East African Rift System (EARS) Plume Structure: Insights from Quaternary Mafic Lavas of Turkana, Kenya

Abstract
Quaternary mafic lavas from Lake Turkana (northern Kenya) provide information on processes operating beneath the East African Rift in an area of anomalous lithospheric and crustal thinning. Inferred depths of melting beneath Turkana (15–20 km) are shallower than those recorded elsewhere along the rift, consistent with the anomalously thin crustal section. The mafic lavas have elevated incompatible trace element contents when compared with mid-ocean ridge basalts, requiring an enrichment event in the source region. Basalts with low Sr isotopic ratios (∼0·7030) have high 143Nd/144Nd (>0·5129) and 206Pb/204Pb values (∼19·4) and incompatible trace element abundances that indicate derivation from a sub-lithospheric mantle source region. Quaternary mafic rocks with 10–15 wt % MgO record contributions from a mantle plume that is isotopically similar to the deep mantle source region for global hotspots. These Turkana basalts have isotope and incompatible trace element ratios that overlap with those of Quaternary mafic lavas from the Red Sea, the western Gulf of Aden, and northern Kenya, interpreted as being derived from mixtures of plume and ambient mantle sources. The Turkana data imply a common and long-lived mantle plume composition beneath both the Ethiopia and Kenya domes. This scenario is supported by tomographic results indicating a discontinuous thermal and chemical anomaly that originates in the deep mantle beneath southern Africa, and is also consistent with the seismically determined shallow mantle structure beneath East Africa.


> **BRIEF**:
Locate the line that contains "Output a JSON" in the entries below. Retype it and all following lines through the final one, character for character.

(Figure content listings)
+++
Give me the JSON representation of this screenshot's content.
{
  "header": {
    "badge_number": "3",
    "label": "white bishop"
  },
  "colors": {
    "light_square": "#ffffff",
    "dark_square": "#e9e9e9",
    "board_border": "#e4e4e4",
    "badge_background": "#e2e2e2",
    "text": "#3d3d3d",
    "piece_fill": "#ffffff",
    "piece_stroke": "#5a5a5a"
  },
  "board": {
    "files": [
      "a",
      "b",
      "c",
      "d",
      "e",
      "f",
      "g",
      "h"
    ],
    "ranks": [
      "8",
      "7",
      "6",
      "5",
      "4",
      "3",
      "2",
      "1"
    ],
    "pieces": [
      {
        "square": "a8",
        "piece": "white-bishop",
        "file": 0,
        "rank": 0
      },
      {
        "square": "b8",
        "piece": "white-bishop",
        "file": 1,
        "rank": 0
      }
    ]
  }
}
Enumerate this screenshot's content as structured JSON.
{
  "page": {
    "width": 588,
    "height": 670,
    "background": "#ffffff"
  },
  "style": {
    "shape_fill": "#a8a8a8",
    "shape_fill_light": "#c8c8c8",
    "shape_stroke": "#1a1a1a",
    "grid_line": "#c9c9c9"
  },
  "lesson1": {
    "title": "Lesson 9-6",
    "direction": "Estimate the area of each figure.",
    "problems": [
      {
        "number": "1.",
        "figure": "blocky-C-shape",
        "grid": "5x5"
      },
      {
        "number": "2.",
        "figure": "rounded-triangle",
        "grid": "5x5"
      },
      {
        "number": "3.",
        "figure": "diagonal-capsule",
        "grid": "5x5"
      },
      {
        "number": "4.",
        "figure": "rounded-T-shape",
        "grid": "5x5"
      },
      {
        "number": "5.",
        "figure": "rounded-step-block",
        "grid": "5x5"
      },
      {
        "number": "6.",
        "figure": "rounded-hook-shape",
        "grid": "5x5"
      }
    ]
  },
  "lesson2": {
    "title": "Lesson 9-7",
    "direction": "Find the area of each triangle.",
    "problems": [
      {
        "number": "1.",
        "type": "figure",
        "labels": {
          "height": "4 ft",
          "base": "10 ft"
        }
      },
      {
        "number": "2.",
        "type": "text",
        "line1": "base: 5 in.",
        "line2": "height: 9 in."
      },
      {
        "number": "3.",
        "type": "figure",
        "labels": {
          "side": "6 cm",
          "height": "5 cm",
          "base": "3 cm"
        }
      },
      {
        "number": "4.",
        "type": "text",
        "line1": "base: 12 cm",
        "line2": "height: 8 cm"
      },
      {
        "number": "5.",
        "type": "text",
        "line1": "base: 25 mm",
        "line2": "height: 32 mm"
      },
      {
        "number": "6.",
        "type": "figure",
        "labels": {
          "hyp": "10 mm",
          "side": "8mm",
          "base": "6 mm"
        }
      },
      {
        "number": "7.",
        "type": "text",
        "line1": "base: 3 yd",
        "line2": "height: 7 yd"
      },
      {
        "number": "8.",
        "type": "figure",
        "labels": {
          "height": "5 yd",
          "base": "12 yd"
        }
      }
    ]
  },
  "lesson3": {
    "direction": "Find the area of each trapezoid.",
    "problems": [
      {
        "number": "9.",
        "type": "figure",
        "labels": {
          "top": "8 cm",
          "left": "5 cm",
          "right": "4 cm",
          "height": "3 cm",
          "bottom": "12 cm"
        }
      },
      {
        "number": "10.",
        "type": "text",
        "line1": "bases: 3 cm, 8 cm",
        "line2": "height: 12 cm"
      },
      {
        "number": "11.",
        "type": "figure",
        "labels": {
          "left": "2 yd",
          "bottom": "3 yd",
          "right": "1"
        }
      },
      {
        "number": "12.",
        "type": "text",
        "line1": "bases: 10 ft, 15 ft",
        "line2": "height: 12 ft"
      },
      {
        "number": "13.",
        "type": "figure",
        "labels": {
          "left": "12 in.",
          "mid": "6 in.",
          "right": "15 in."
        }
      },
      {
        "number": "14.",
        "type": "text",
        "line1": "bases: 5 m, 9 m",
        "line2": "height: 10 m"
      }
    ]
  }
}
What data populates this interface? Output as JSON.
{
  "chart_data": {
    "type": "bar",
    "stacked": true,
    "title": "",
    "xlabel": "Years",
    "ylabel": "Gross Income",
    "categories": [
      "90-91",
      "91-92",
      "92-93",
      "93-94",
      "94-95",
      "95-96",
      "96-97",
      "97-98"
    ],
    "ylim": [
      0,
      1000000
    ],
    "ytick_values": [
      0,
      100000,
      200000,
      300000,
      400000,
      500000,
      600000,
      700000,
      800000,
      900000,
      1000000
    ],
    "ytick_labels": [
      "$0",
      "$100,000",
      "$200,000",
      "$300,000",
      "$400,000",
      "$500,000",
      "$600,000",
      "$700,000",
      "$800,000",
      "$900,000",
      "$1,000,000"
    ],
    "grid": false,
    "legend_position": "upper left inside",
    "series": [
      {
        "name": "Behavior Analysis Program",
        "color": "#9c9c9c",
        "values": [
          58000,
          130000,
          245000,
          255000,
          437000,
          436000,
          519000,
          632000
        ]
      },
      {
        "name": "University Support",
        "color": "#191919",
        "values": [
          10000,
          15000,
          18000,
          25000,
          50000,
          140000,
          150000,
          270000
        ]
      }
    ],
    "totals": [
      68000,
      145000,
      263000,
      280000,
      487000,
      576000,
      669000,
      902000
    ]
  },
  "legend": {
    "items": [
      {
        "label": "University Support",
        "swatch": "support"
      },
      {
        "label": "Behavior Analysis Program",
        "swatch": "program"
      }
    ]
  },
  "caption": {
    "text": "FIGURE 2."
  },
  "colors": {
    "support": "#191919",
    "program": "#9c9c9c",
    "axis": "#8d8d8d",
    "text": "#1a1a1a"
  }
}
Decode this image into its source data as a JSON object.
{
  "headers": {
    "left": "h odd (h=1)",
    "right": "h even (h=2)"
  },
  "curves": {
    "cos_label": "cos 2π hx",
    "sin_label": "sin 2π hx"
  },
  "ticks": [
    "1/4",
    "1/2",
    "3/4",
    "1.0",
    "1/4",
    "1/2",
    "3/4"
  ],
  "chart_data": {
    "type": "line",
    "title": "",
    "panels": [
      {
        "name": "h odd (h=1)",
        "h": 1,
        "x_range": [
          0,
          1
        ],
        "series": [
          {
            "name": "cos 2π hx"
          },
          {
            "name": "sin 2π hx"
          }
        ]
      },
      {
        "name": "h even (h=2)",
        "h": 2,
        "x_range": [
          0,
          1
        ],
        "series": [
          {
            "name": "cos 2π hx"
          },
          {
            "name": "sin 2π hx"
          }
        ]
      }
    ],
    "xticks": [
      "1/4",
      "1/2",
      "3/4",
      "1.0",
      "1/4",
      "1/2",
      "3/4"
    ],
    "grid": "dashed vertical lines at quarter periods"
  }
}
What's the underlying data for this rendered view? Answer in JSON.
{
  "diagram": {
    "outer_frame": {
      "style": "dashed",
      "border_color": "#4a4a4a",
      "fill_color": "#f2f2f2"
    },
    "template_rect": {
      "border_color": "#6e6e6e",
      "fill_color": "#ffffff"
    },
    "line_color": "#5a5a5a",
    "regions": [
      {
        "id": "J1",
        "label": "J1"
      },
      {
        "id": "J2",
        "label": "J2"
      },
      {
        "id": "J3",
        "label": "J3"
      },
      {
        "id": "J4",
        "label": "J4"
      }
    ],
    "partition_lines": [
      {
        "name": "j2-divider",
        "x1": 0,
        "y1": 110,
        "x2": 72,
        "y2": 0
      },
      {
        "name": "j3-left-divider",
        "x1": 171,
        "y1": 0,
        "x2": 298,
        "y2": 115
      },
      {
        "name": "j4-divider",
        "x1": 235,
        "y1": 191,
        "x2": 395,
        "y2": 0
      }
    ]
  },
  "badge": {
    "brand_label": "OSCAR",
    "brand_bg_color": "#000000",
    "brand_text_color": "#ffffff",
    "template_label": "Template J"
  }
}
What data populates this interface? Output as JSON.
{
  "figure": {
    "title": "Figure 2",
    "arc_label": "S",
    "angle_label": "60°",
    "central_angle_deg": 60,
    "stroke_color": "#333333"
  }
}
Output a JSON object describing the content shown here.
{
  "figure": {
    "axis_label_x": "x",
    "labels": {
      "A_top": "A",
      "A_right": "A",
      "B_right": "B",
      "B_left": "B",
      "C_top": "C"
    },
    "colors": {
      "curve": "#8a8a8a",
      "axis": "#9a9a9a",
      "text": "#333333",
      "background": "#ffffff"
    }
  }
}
+++
> **ANSWER TO THE PROBLEM**:
Output a JSON object describing the content shown here.
{
  "figure": {
    "axis_label_x": "x",
    "labels": {
      "A_top": "A",
      "A_right": "A",
      "B_right": "B",
      "B_left": "B",
      "C_top": "C"
    },
    "colors": {
      "curve": "#8a8a8a",
      "axis": "#9a9a9a",
      "text": "#333333",
      "background": "#ffffff"
    }
  }
}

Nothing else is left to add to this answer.